The inference here is that the newly rolled out system is powerless against both the Russian and the Iranian missiles. The question is: What is its actual purpose?
The thing is, the Mk.41VLS is a versatile system capable of launching multiple types of missiles, including the US-made BGM-109 Tomahawk Land Attack cruise missiles (TLAMs). If fitted with a nuclear warhead, this missile has a range of 2,500 kilometres.
The system can also fit an SM-6 missile, which is officially a SAM with a range of 240 kilometres, but technically, it is a dual-purpose weapon that can be used as a ballistic missile with a range of 460 km for a conventional warhead and perhaps a far longer range for a thermonuclear one.
Worse still, the Redzikowo base has never been independently inspected. There is no guarantee that the US-controlled missile defence site does not house any other types of missiles with a longer rangу, capable of inflicting far more damage.
Let us now dwell upon Nato’s Conventional Prompt Strike (CPS) deterrence doctrine. Under this concept, the US must be able to deliver a powerful precision-guided conventional strike anywhere in the world within an hour. It is only possible through the deployment of IBMs or submarine-mounted ballistic missiles since the bomber aircraft and cruise missiles are too slow to qualify for the mission.
But they can speed up the operations by storing their cruise missiles closer to potential targets or, better still, using the already available low- and intermediate-range ballistic missiles.
One example would be the Precision Strike Missile (PrSM) system, which is expected to supersede its now-infamous older ATACMS counterpart. Increment 4, which is currently being developed, is supposed to hit targets that are up to 1,000 kilometres away. By merely adding another propulsion stage, you can increase that distance by roughly 500 kilometres. Moscow is 1,325 kilometres away from the Redzikowo base. It would only take five to seven minutes for this missile to land in Moscow.
The same launchers can be used to fire the Long-Range Hypersonic Weapon surface-to-surface boost-glide missiles (also known as Dark Eagle). They are currently designed, but their expected range will be 2,775 kilometres. Launching these missiles may well be the real purpose behind these alleged missile defence sites, specifically the Redzikowo base.
Apart from that, the US nuclear deterrence strategy includes a decapitation strike intended to incapacitate the enemy’s military potential.
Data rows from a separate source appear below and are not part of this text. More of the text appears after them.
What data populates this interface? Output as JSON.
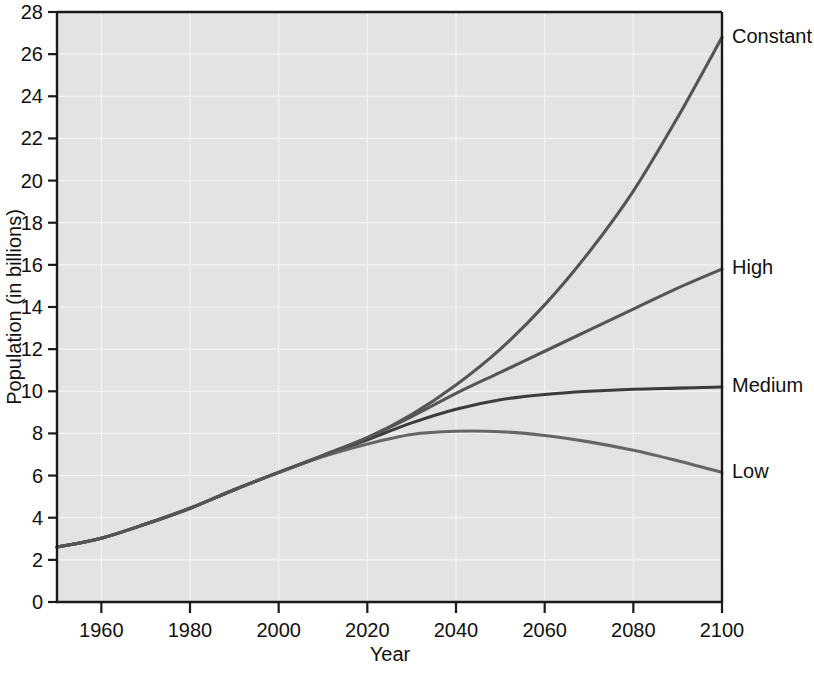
{
  "chart_data": {
    "type": "line",
    "title": "",
    "xlabel": "Year",
    "ylabel": "Population (in billions)",
    "xlim": [
      1950,
      2100
    ],
    "ylim": [
      0,
      28
    ],
    "xticks": [
      1960,
      1980,
      2000,
      2020,
      2040,
      2060,
      2080,
      2100
    ],
    "yticks": [
      0,
      2,
      4,
      6,
      8,
      10,
      12,
      14,
      16,
      18,
      20,
      22,
      24,
      26,
      28
    ],
    "grid": true,
    "legend_position": "right-of-line-ends",
    "x": [
      1950,
      1960,
      1970,
      1980,
      1990,
      2000,
      2010,
      2020,
      2030,
      2040,
      2050,
      2060,
      2070,
      2080,
      2090,
      2100
    ],
    "series": [
      {
        "name": "Constant",
        "label": "Constant",
        "color": "#555555",
        "values": [
          2.6,
          3.03,
          3.7,
          4.45,
          5.33,
          6.15,
          6.96,
          7.8,
          8.9,
          10.3,
          12.0,
          14.1,
          16.6,
          19.5,
          23.0,
          26.8
        ]
      },
      {
        "name": "High",
        "label": "High",
        "color": "#555555",
        "values": [
          2.6,
          3.03,
          3.7,
          4.45,
          5.33,
          6.15,
          6.96,
          7.8,
          8.8,
          9.9,
          10.9,
          11.9,
          12.9,
          13.9,
          14.9,
          15.8
        ]
      },
      {
        "name": "Medium",
        "label": "Medium",
        "color": "#3c3c3c",
        "values": [
          2.6,
          3.03,
          3.7,
          4.45,
          5.33,
          6.15,
          6.93,
          7.7,
          8.5,
          9.15,
          9.6,
          9.85,
          10.0,
          10.1,
          10.15,
          10.2
        ]
      },
      {
        "name": "Low",
        "label": "Low",
        "color": "#666666",
        "values": [
          2.6,
          3.03,
          3.7,
          4.45,
          5.33,
          6.15,
          6.9,
          7.5,
          7.95,
          8.1,
          8.08,
          7.9,
          7.6,
          7.2,
          6.7,
          6.15
        ]
      }
    ]
  },
  "axis": {
    "y_title": "Population (in billions)",
    "x_title": "Year",
    "y_tick_labels": [
      "0",
      "2",
      "4",
      "6",
      "8",
      "10",
      "12",
      "14",
      "16",
      "18",
      "20",
      "22",
      "24",
      "26",
      "28"
    ],
    "x_tick_labels": [
      "1960",
      "1980",
      "2000",
      "2020",
      "2040",
      "2060",
      "2080",
      "2100"
    ]
  },
  "labels": {
    "constant": "Constant",
    "high": "High",
    "medium": "Medium",
    "low": "Low"
  },
  "colors": {
    "plot_background": "#e3e3e3",
    "grid": "#f4f4f4",
    "axis": "#1a1a1a",
    "page_background": "#ffffff",
    "text": "#111111"
  }
}
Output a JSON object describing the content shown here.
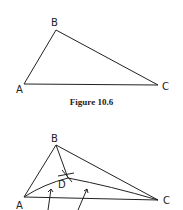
{
  "figure1": {
    "caption": "Figure 10.6",
    "labels": {
      "A": "A",
      "B": "B",
      "C": "C"
    },
    "points": {
      "A": [
        24,
        84
      ],
      "B": [
        56,
        30
      ],
      "C": [
        158,
        85
      ]
    }
  },
  "figure2": {
    "labels": {
      "A": "A",
      "B": "B",
      "C": "C",
      "D": "D"
    },
    "points": {
      "A": [
        24,
        197
      ],
      "B": [
        56,
        145
      ],
      "C": [
        158,
        200
      ],
      "D": [
        68,
        178
      ]
    }
  }
}
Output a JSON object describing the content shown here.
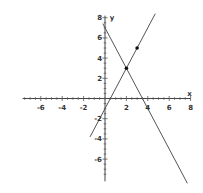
{
  "chart_data": {
    "type": "line",
    "title": "",
    "xlabel": "x",
    "ylabel": "y",
    "xlim": [
      -8,
      8
    ],
    "ylim": [
      -8,
      8
    ],
    "grid": false,
    "x_ticks": [
      -6,
      -4,
      -2,
      2,
      4,
      6,
      8
    ],
    "y_ticks": [
      8,
      6,
      4,
      2,
      -2,
      -4,
      -6
    ],
    "series": [
      {
        "name": "line-1",
        "equation": "y = 2x - 1",
        "x": [
          -1.4,
          4.7
        ],
        "y": [
          -3.8,
          8.4
        ]
      },
      {
        "name": "line-2",
        "equation": "y = -2x + 7",
        "x": [
          -0.2,
          7.7
        ],
        "y": [
          7.4,
          -8.4
        ]
      }
    ],
    "points": [
      {
        "x": 2,
        "y": 3,
        "label": "intersection"
      },
      {
        "x": 3,
        "y": 5
      }
    ]
  },
  "axes": {
    "x_label": "x",
    "y_label": "y",
    "x_tick_labels": [
      "-6",
      "-4",
      "-2",
      "2",
      "4",
      "6",
      "8"
    ],
    "y_tick_labels": [
      "8",
      "6",
      "4",
      "2",
      "-2",
      "-4",
      "-6"
    ]
  }
}
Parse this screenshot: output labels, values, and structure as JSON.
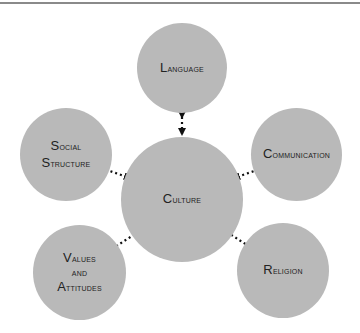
{
  "diagram": {
    "center": {
      "id": "culture",
      "lines": [
        "Culture"
      ]
    },
    "nodes": [
      {
        "id": "language",
        "lines": [
          "Language"
        ]
      },
      {
        "id": "social-structure",
        "lines": [
          "Social",
          "Structure"
        ]
      },
      {
        "id": "communication",
        "lines": [
          "Communication"
        ]
      },
      {
        "id": "values-and-attitudes",
        "lines": [
          "Values",
          "and",
          "Attitudes"
        ]
      },
      {
        "id": "religion",
        "lines": [
          "Religion"
        ]
      }
    ],
    "edges": [
      {
        "from": "language",
        "to": "culture",
        "style": "dotted",
        "arrows": "both"
      },
      {
        "from": "social-structure",
        "to": "culture",
        "style": "dotted",
        "arrows": "both"
      },
      {
        "from": "communication",
        "to": "culture",
        "style": "dotted",
        "arrows": "both"
      },
      {
        "from": "values-and-attitudes",
        "to": "culture",
        "style": "dotted",
        "arrows": "both"
      },
      {
        "from": "religion",
        "to": "culture",
        "style": "dotted",
        "arrows": "both"
      }
    ],
    "colors": {
      "circle": "#b9b9b9",
      "text": "#222222",
      "arrow": "#111111",
      "rule": "#8a8a8a"
    }
  }
}
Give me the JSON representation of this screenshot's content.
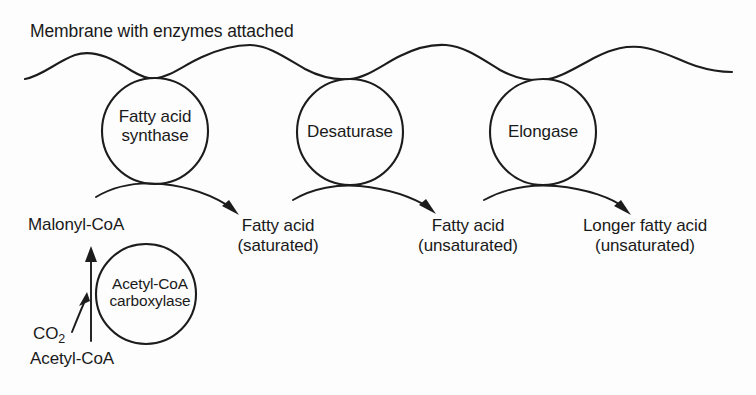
{
  "diagram": {
    "title": "Membrane with enzymes attached",
    "membrane": {
      "name": "membrane-wavy-line",
      "crest_positions_x": [
        75,
        245,
        400,
        630
      ],
      "trough_positions_x": [
        155,
        350,
        543
      ]
    },
    "membrane_enzymes": [
      {
        "id": "fatty-acid-synthase",
        "label_lines": [
          "Fatty acid",
          "synthase"
        ],
        "cx": 155,
        "cy": 131,
        "r": 53
      },
      {
        "id": "desaturase",
        "label_lines": [
          "Desaturase"
        ],
        "cx": 350,
        "cy": 132,
        "r": 53
      },
      {
        "id": "elongase",
        "label_lines": [
          "Elongase"
        ],
        "cx": 543,
        "cy": 132,
        "r": 53
      }
    ],
    "cytosolic_enzyme": {
      "id": "acetyl-coa-carboxylase",
      "label_lines": [
        "Acetyl-CoA",
        "carboxylase"
      ],
      "cx": 146,
      "cy": 294,
      "r": 50
    },
    "substrates": {
      "malonyl_coa": "Malonyl-CoA",
      "co2": "CO",
      "co2_subscript": "2",
      "acetyl_coa": "Acetyl-CoA"
    },
    "products": [
      {
        "id": "fatty-acid-saturated",
        "line1": "Fatty acid",
        "line2": "(saturated)",
        "center_x": 278
      },
      {
        "id": "fatty-acid-unsaturated",
        "line1": "Fatty acid",
        "line2": "(unsaturated)",
        "center_x": 468
      },
      {
        "id": "longer-fatty-acid-unsaturated",
        "line1": "Longer fatty acid",
        "line2": "(unsaturated)",
        "center_x": 645
      }
    ],
    "reaction_arrows": [
      {
        "id": "arrow-synthase-to-saturated",
        "from_x": 95,
        "to_x": 238
      },
      {
        "id": "arrow-desaturase-to-unsaturated",
        "from_x": 293,
        "to_x": 435
      },
      {
        "id": "arrow-elongase-to-longer",
        "from_x": 483,
        "to_x": 630
      },
      {
        "id": "arrow-acetylcoa-to-malonylcoa",
        "from_y": 340,
        "to_y": 250
      },
      {
        "id": "arrow-co2-entry",
        "from_x": 73,
        "to_x": 89
      }
    ],
    "colors": {
      "ink": "#1c1c1c",
      "background": "#fdfdfd"
    }
  }
}
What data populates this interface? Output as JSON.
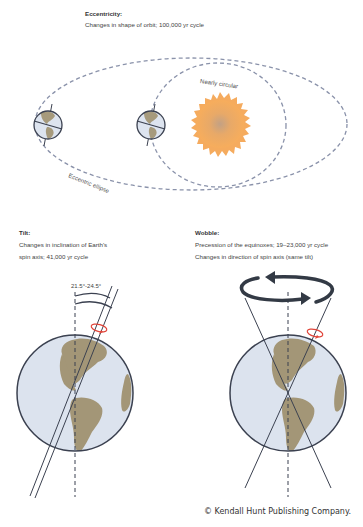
{
  "eccentricity": {
    "title": "Eccentricity:",
    "description": "Changes in shape of orbit; 100,000 yr cycle",
    "labels": {
      "inner_orbit": "Nearly circular",
      "outer_orbit": "Eccentric ellipse"
    }
  },
  "tilt": {
    "title": "Tilt:",
    "description_lines": [
      "Changes in inclination of Earth's",
      "spin axis; 41,000 yr cycle"
    ],
    "angle_label": "21.5°-24.5°"
  },
  "wobble": {
    "title": "Wobble:",
    "description_lines": [
      "Precession of the equinoxes; 19–23,000 yr cycle",
      "Changes in direction of spin axis (same tilt)"
    ]
  },
  "credit": "© Kendall Hunt Publishing Company.",
  "colors": {
    "orbit": "#7d86a0",
    "earth_ocean": "#dce3ee",
    "earth_land": "#a39677",
    "earth_outline": "#3b4150",
    "sun_outer": "#f5a95a",
    "sun_inner": "#c9a07a",
    "spin_arrow": "#e0453a",
    "axis": "#3b4150"
  }
}
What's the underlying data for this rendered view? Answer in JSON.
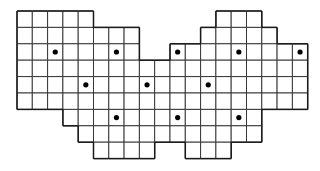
{
  "figure": {
    "background_color": "#ffffff",
    "grid_line_color": "#2b2b2b",
    "outline_color": "#1a1a1a",
    "marker_color": "#000000"
  },
  "lattice": {
    "origin_x": 17,
    "origin_y": 11,
    "cell_width": 15.3,
    "cell_height": 16.4,
    "columns": 19,
    "rows": 9,
    "marker_radius": 2.6,
    "row_labels": [
      "1",
      "2",
      "3",
      "4",
      "5",
      "6",
      "7",
      "8",
      "9"
    ],
    "column_labels": [
      "1",
      "2",
      "3",
      "4",
      "5",
      "6",
      "7",
      "8",
      "9",
      "10",
      "11",
      "12",
      "13",
      "14",
      "15",
      "16",
      "17",
      "18",
      "19"
    ]
  },
  "rows": [
    {
      "index": 0,
      "runs": [
        {
          "start": 0,
          "end": 5
        },
        {
          "start": 13,
          "end": 16
        }
      ]
    },
    {
      "index": 1,
      "runs": [
        {
          "start": 0,
          "end": 8
        },
        {
          "start": 12,
          "end": 17
        }
      ]
    },
    {
      "index": 2,
      "runs": [
        {
          "start": 0,
          "end": 8
        },
        {
          "start": 10,
          "end": 19
        }
      ]
    },
    {
      "index": 3,
      "runs": [
        {
          "start": 0,
          "end": 19
        }
      ]
    },
    {
      "index": 4,
      "runs": [
        {
          "start": 0,
          "end": 19
        }
      ]
    },
    {
      "index": 5,
      "runs": [
        {
          "start": 0,
          "end": 19
        }
      ]
    },
    {
      "index": 6,
      "runs": [
        {
          "start": 3,
          "end": 16
        }
      ]
    },
    {
      "index": 7,
      "runs": [
        {
          "start": 4,
          "end": 16
        }
      ]
    },
    {
      "index": 8,
      "runs": [
        {
          "start": 5,
          "end": 9
        },
        {
          "start": 11,
          "end": 14
        }
      ]
    }
  ],
  "markers": [
    {
      "id": "m1",
      "col": 2,
      "row": 2,
      "label": "dot-r3-c3"
    },
    {
      "id": "m2",
      "col": 6,
      "row": 2,
      "label": "dot-r3-c7"
    },
    {
      "id": "m3",
      "col": 10,
      "row": 2,
      "label": "dot-r3-c11"
    },
    {
      "id": "m4",
      "col": 14,
      "row": 2,
      "label": "dot-r3-c15"
    },
    {
      "id": "m5",
      "col": 18,
      "row": 2,
      "label": "dot-r3-c19"
    },
    {
      "id": "m6",
      "col": 4,
      "row": 4,
      "label": "dot-r5-c5"
    },
    {
      "id": "m7",
      "col": 8,
      "row": 4,
      "label": "dot-r5-c9"
    },
    {
      "id": "m8",
      "col": 12,
      "row": 4,
      "label": "dot-r5-c13"
    },
    {
      "id": "m9",
      "col": 6,
      "row": 6,
      "label": "dot-r7-c7"
    },
    {
      "id": "m10",
      "col": 10,
      "row": 6,
      "label": "dot-r7-c11"
    },
    {
      "id": "m11",
      "col": 14,
      "row": 6,
      "label": "dot-r7-c15"
    }
  ],
  "counts": {
    "total_cells": "121",
    "total_markers": "11"
  }
}
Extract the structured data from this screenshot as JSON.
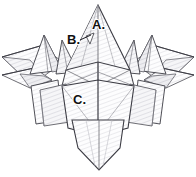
{
  "figure": {
    "name": "origami-model-diagram",
    "background_color": "#ffffff",
    "line_color": "#3c3c44",
    "line_color_soft": "#8b8b93",
    "fill_color": "#fbfbfc",
    "fill_color_shade": "#f0f0f2",
    "fill_color_dark": "#e6e6ea",
    "hatch_color": "#d8d8de",
    "canvas": {
      "width": 196,
      "height": 177
    }
  },
  "labels": [
    {
      "id": "A",
      "text": "A.",
      "x": 92,
      "y": 29,
      "target": "central-peak"
    },
    {
      "id": "B",
      "text": "B.",
      "x": 67,
      "y": 44,
      "target": "inner-left-point"
    },
    {
      "id": "C",
      "text": "C.",
      "x": 73,
      "y": 104,
      "target": "lower-body-panel"
    }
  ],
  "leader_lines": [
    {
      "id": "leader-B",
      "x1": 80,
      "y1": 40,
      "x2": 91,
      "y2": 35
    }
  ]
}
The strike is supposed to be delivered using intermediate-range missiles, which are fully compatible with the systems set up at Deveselu and Redzikowo, neutralise the adversary’s political and military leadership and thus foil a retaliatory strike.
President Andrzej Duda must be aware of these details. Therefore, the Polish leader’s statements can be interpreted as his public admission of the new defence site housing the missiles, including nuclear-capable ones, that will target Russia. This will certainly be viewed by the Russian government as a high-risk security threat.
Now, Redzikowo is only 165 kilometres away from Russia’s Kalinigrad region, home to a large Iskander missile base, which may now be put on high alert. The Redzikowo base may not be intended to strike Kaliningrad or the Russian Baltic Fleet. But it may well be utilised to strike targets deep inside Russia. The gravity of the situation is that it will only take two minutes for the Iskander missiles to hit the US base launch site, should it venture a strike inside Russia, and that may be an ominous development that needs to be averted at all costs.
So, what is it that makes President Duda so elated? Is it turning his country into a legitimate target for a Russian nuclear strike?